Automating the addition of fault tolerance with discrete controller synthesis

  • Authors:
  • Alain Girault;Éric Rutten

  • Affiliations:
  • POP ART project-team and LIG laboratory, INRIA Grenoble Rhône-Alpes and Grenoble University, Saint-Ismier cedex, France 38334;SARDES project-team and LIG laboratory, INRIA Grenoble Rhône-Alpes and Grenoble University, Saint-Ismier cedex, France 38334

  • Venue:
  • Formal Methods in System Design
  • Year:
  • 2009

Quantified Score

Hi-index 0.00

Visualization

Abstract

Discrete controller synthesis (DCS) is a formal approach, based on the same state-space exploration algorithms as model-checking. Its interest lies in the ability to obtain automatically systems satisfying by construction formal properties specified a priori. In this paper, our aim is to demonstrate the feasibility of this approach for fault tolerance. We start with a fault intolerant program, modeled as the synchronous parallel composition of finite labeled transition systems; we specify formally a fault hypothesis; we state some fault tolerance requirements; and we use DCS to obtain automatically a program, having the same behavior as the initial fault intolerant one in the absence of faults, and satisfying the fault tolerance requirements under the fault hypothesis.

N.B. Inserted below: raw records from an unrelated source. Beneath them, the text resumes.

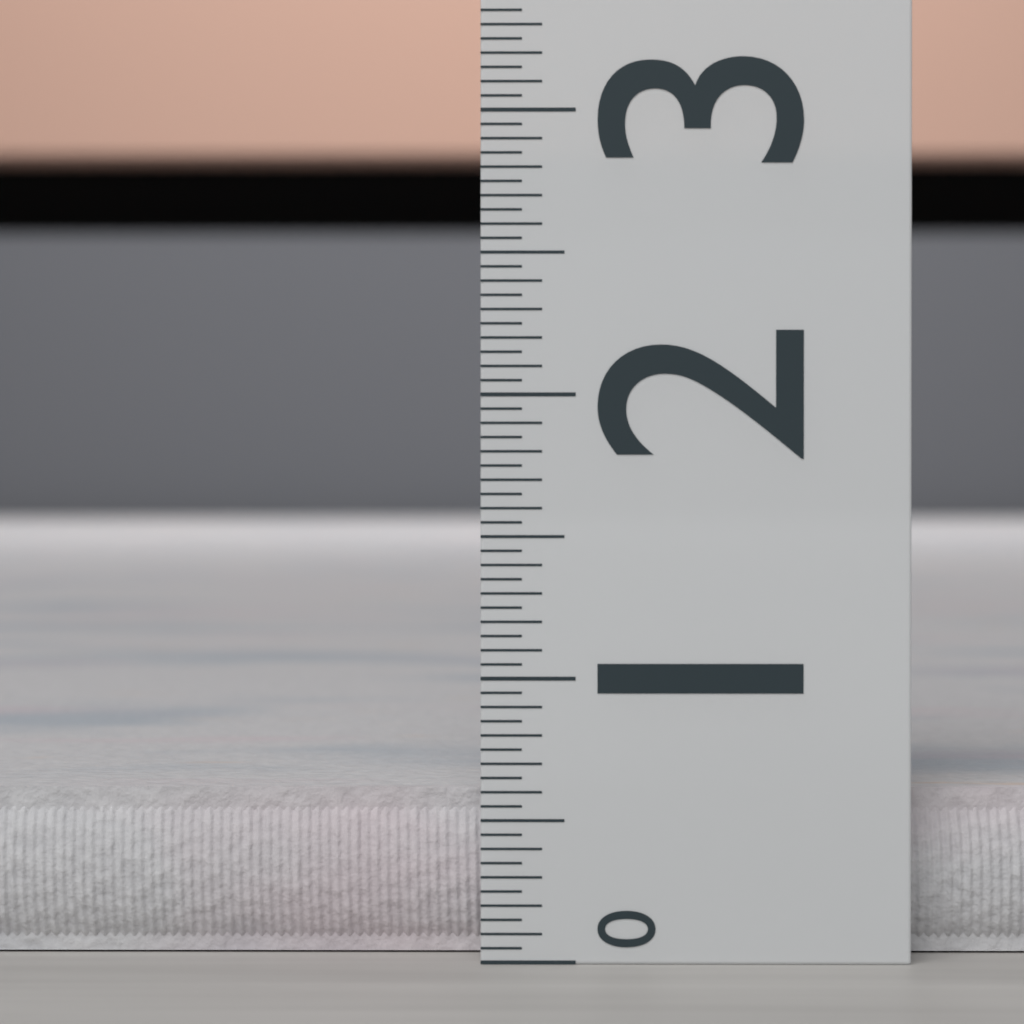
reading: 0.60 (no unit)
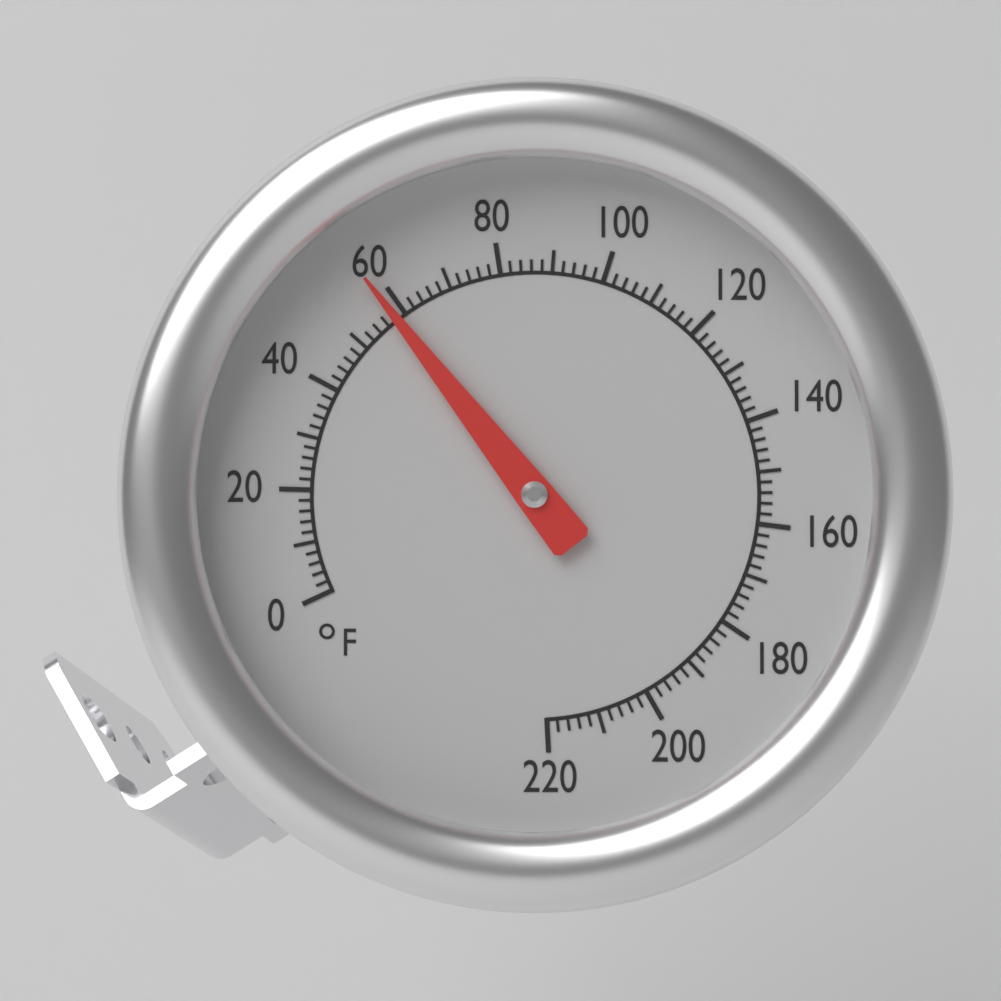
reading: 58 °F
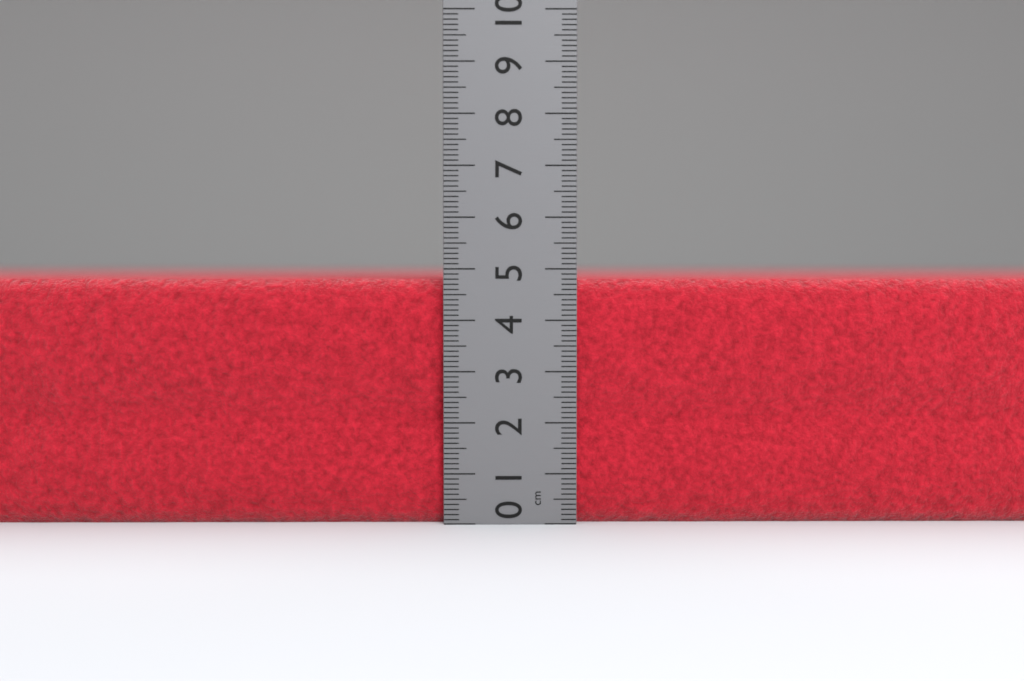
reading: 4.8 cm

Our original contribution resides in the demonstration that DCS can be elegantly used to design fault tolerant systems, with guarantees on key properties of the obtained system, such as the fault tolerance level, the satisfaction of quantitative constraints, and so on. We show with numerous examples taken from case studies that our method can address different kinds of failures (crash, value, or Byzantine) affecting different kinds of hardware components (processors, communication links, actuators, or sensors). Besides, we show that our method also offers an optimality criterion very useful to synthesize fault tolerant systems compliant to the constraints of embedded systems, like power consumption.